Remind me to tell you sometime about a friend of mine, a stone-cold Dead Head, from back in Carver, my growing up hometown about thirty miles south of Boston, who to give you an idea of the tenor of the times back then went from a foul-mouthed corner boy looking to do a nickel or dime in some state pen for armed robbery, or at least straight up robbery although if you are going to make a career of that you should probably be armed against the crazies out there, if the ‘60s hadn’t come along, actually using that moniker "foul-mouth" in high school, he said it turned the girls on, and maybe it did, to “Far-Out Phil” when he came West to join us. So even the best of them would succumb to the western winds and the ghost dance night until the wheels kind of fall off ….for a while.  

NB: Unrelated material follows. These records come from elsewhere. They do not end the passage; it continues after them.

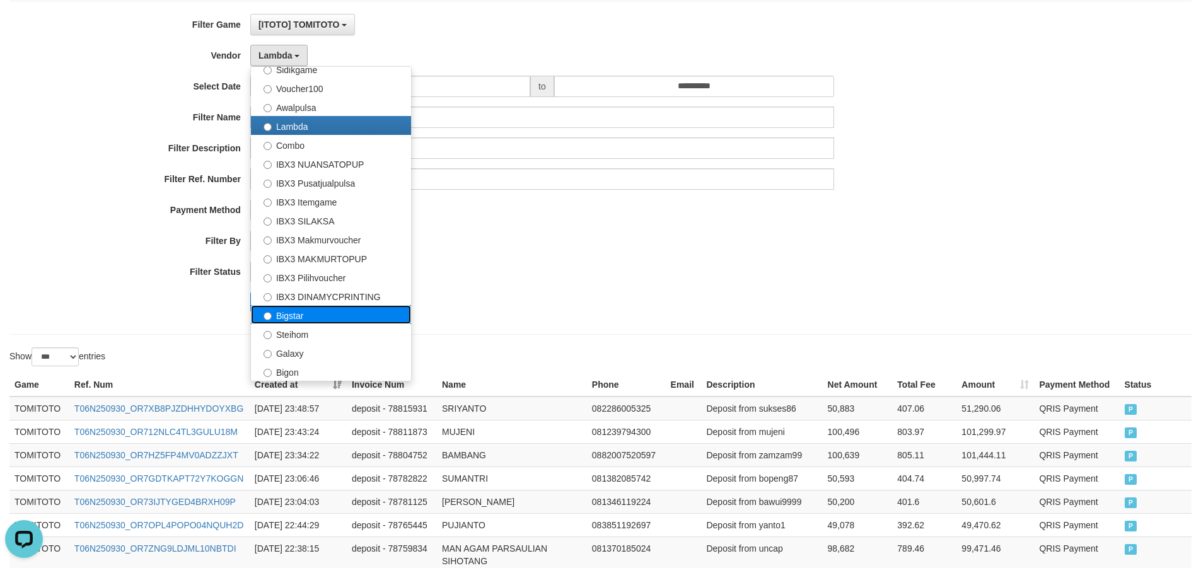 Image resolution: width=1201 pixels, height=568 pixels. What do you see at coordinates (512, 455) in the screenshot?
I see `td: BAMBANG` at bounding box center [512, 455].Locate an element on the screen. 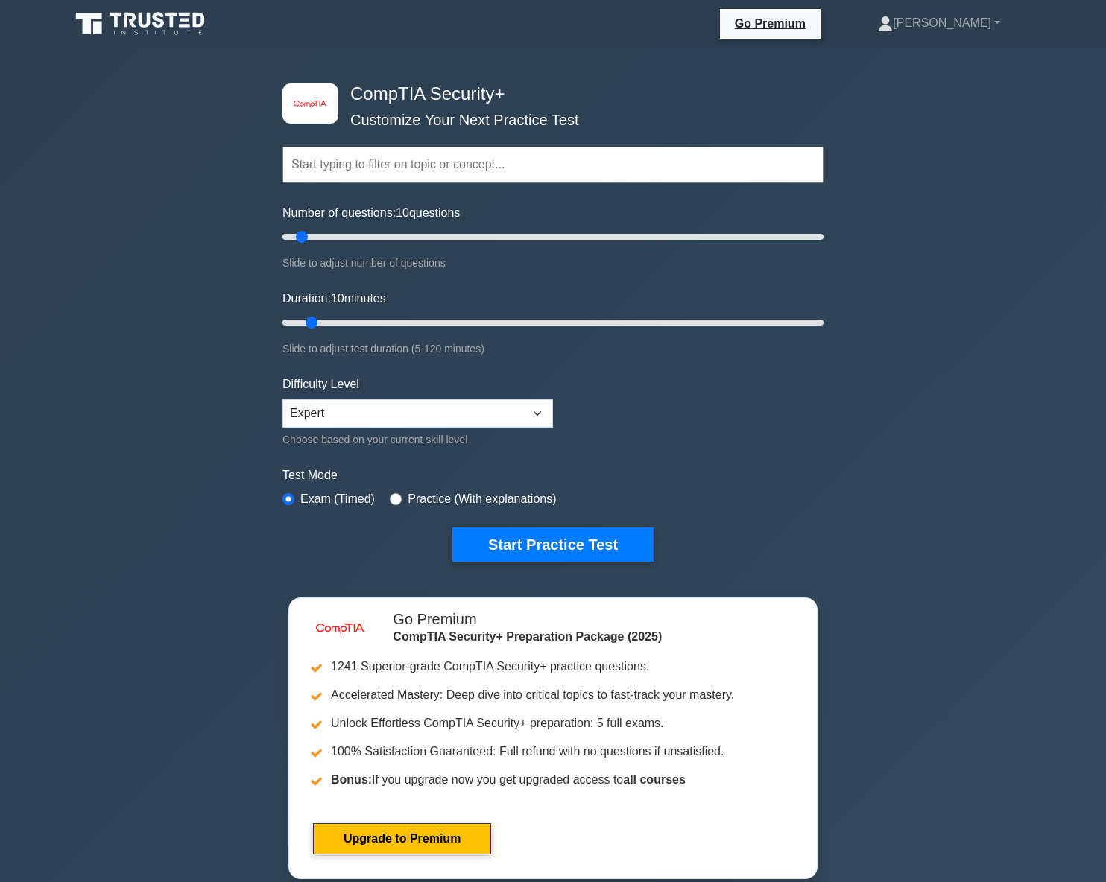 The height and width of the screenshot is (882, 1106). label: Exam (Timed) is located at coordinates (338, 499).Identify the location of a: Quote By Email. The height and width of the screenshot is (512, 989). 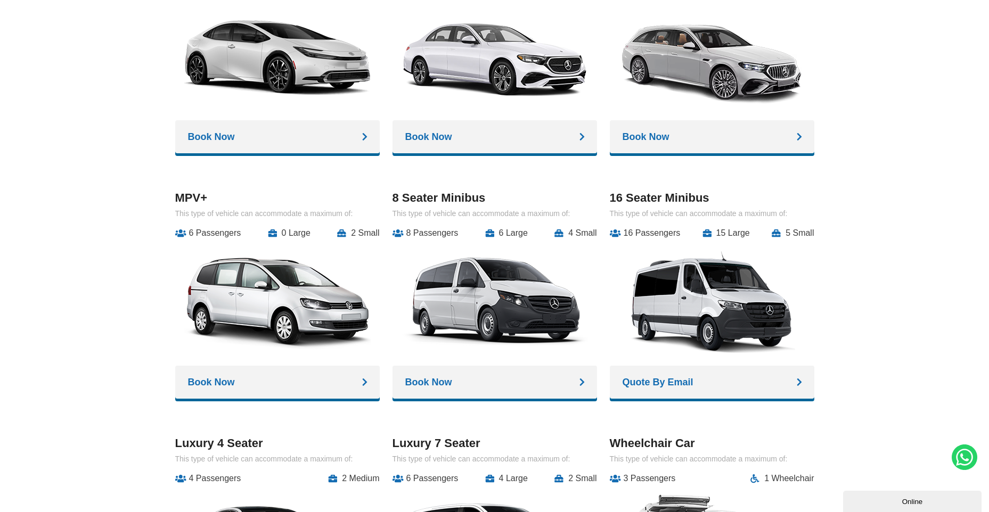
(712, 382).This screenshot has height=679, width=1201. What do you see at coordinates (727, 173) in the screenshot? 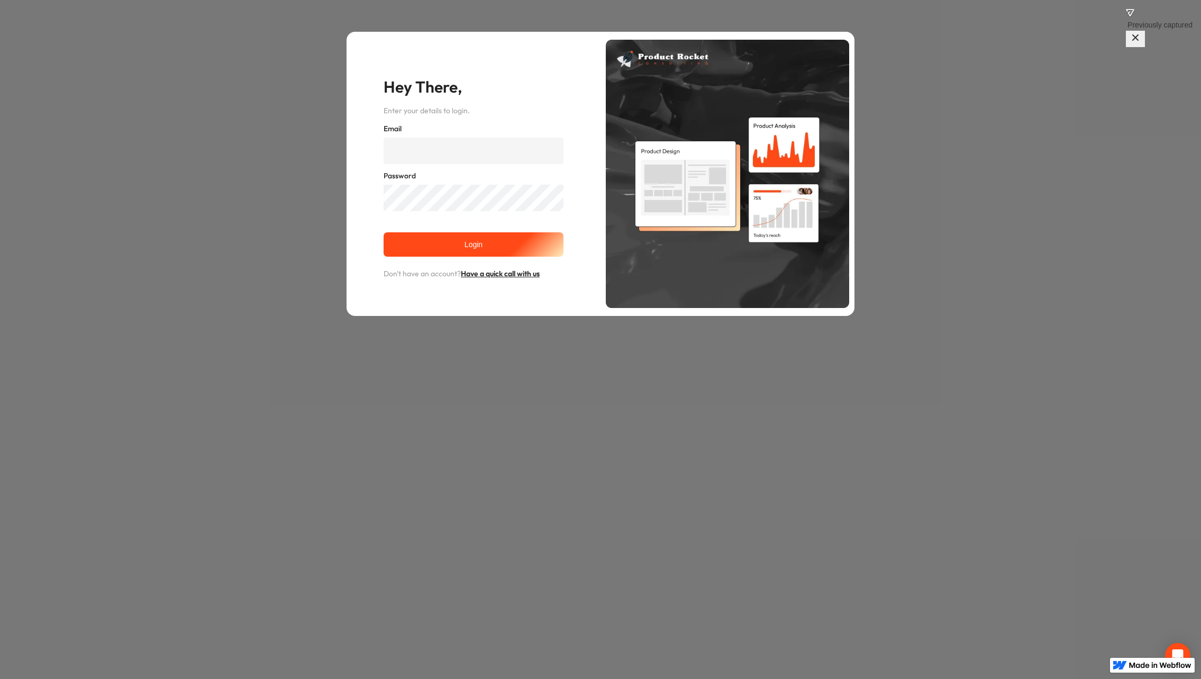
I see `img: Product Rocket Consulting pop-up image` at bounding box center [727, 173].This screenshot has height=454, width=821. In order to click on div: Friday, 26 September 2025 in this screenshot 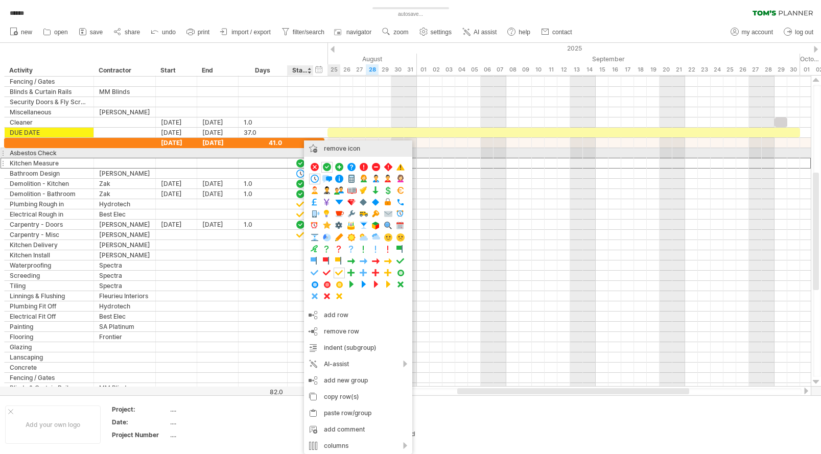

But here is my take on the Dead just to keep things in perspective, just to keep things right. I, after a couple of years on the road out there, and maybe not directly in the inner circle of the hippie/drug/literary scene but close enough to get tangled up in the new dispensation I liked to look at the connections, the West Coast connections, where a lot of the energy of the 1960s got its start or if started elsewhere got magnified there. Liked to draw the lines, if you will, from the wild boy alienated, there is no other word that says it so well, bikers over in Oakland and the edges of other working-class towns, mostly white, mostly with some kind of Okie/Arkie background roaring up the streets of Squaresville in search of the village daughters and putting the fear in the average citizen who thought Attila the Hun’s kin had descended, but remember that alienated part that is the hook-in to all the other stuff. Hot rod after midnight “chicken run” runners out in the valleys, alienated too but with a little dough and some swag and a hell-bend desire to go fast, go very fast, if for no other reason than to break out of  valley ennui (although they would punch somebody out, fag bait somebody if they ever used such a word in their presence- if they knew what it meant) and surfer boys, coast boys and with a little more laid back approach in search of the perfect wave (read: Nirvana), maybe not quite so alienated because of that golden tan blonde dish sitting on the beach waiting to see if Sir Galahad finds the holy grail, golden tan blonde dishes like Butterfly Swirl who was a fox even when she wore a granny dress, to the “beat” guys Kerouac, Cassady, Ginsberg and friends running across America just to keep running, writing up a storm, wenching, whoring , pimping, white blue-eyed hipsters “speaking” be-bop to a jaded world, to sainted Ken Kesey and the Merry Pranksters (and our Captain Crunch, leader of our own merry prankster psychedelic bus), the Hell’s Angels (bad dudes, bad dudes, no question), Fillmore with strobe light beams creating dreams, et. al and you have the skeleton for what went on then, right or wrong. Wasn’t that a time, yes, Lord, wasn’t that a time. And the Dead were right in the mix.